Here’s the rub – home prices are a function of income and loan terms. As such the price buyers in a given area can afford to pay often declines PRIOR to being actually reflected in market sales. Massachusetts unemployment went from 6 to 9% in 1990, hitting many households and leaving them unable to pay their mortgages, and impacting what potential buyers could afford to pay as well. In 2007 over-indebted subprime borrowers with 100% LTV, teaser rate, neg-am, loans and no skin in the game began walking away as builders started discounting the same homes those borrowers were told would only go up in value. Those subprime defaults led lenders to pull the exotic loans that previously enabled buyers to “afford” twice as much home as they could using more traditional loan products. Sales then stalled as unforced sellers were unwilling or unable to drop prices.

This leads to the part that seems to confound everyone, including this study’s authors. Banks taking back foreclosures are forced to sell at the price buyers can afford. Thus foreclosures are the first sales to begin occurring in large numbers at the price level that buyers can now afford.
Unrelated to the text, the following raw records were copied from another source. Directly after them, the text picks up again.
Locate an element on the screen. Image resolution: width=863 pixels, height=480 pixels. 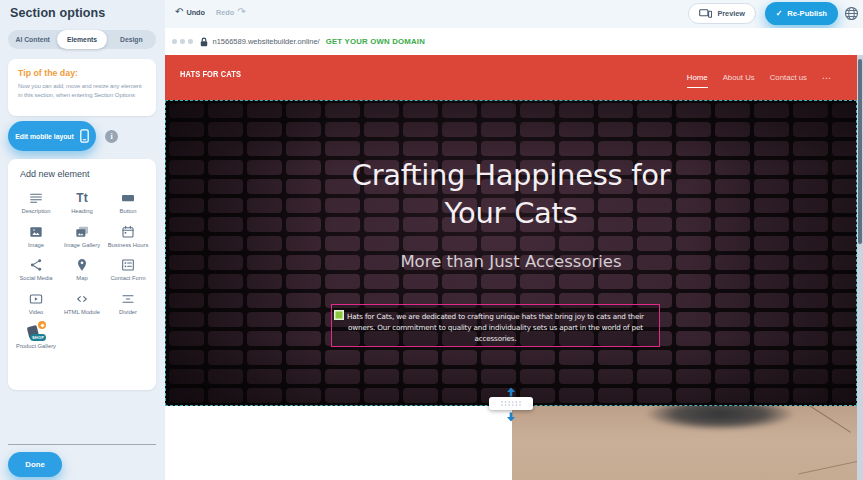
html-module-icon is located at coordinates (82, 299).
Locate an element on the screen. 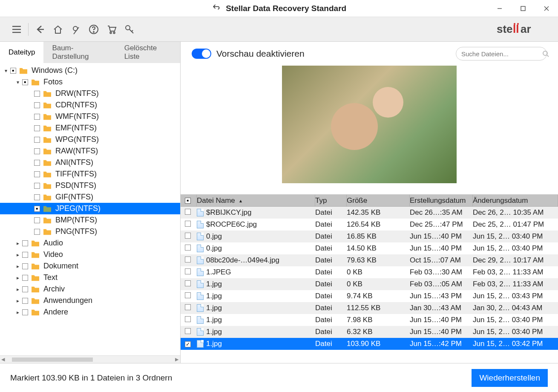  col-created: Erstellungsdatum is located at coordinates (441, 200).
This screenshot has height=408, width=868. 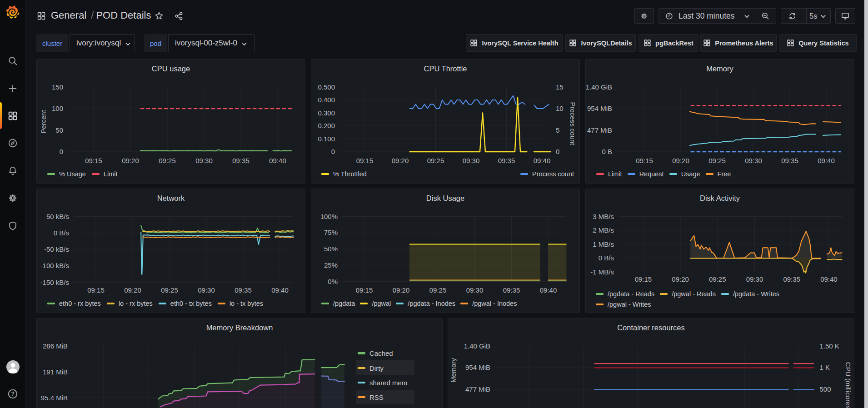 What do you see at coordinates (331, 249) in the screenshot?
I see `svg-text: 50%` at bounding box center [331, 249].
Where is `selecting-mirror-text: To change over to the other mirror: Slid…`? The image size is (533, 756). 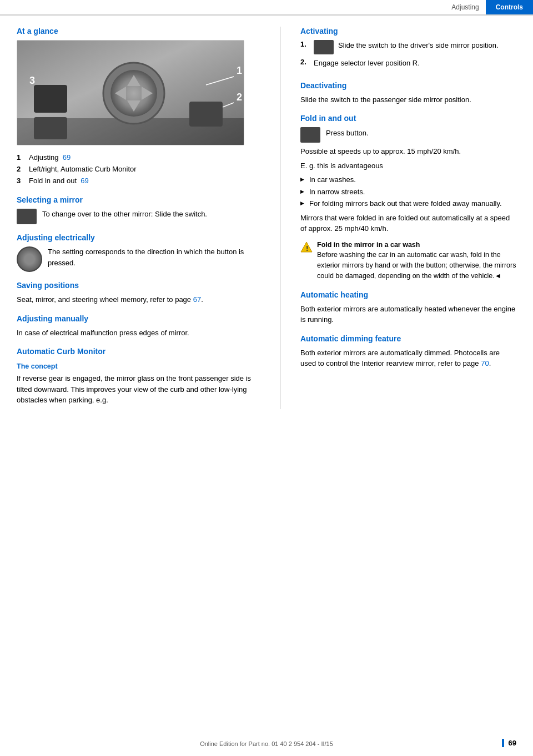 selecting-mirror-text: To change over to the other mirror: Slid… is located at coordinates (124, 214).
As they do, nearby unforced sellers come to grips with the new market reality, while others that don’t have foreclosures nearby cling to the hope that their home won’t be affected. That hope is kept alive by a trickle of sales that continue to occur at prior price levels as not all buyers are impacted by economic changes equally.

Thus even though foreclosures are the first to sell at lower prices, they are not the CAUSE behind those lower prices.

I’ll leave you with this simple example: there was little decline in California’s median price, despite mounting foreclosures and an increasing percentage of foreclosures sales, until the September 2007 credit crisis. At that point the median price began to rapidly tumble to a level the median income family could afford using the more traditional loan products that remained available in the market. Bottom line, the typical homebuyer can only afford as much home as their banker tells them they can afford. As such changes in household incomes typically due to rising unemployement and/or the tightening of loan terms used to qualify buyers are what cause price declines, not foreclosures.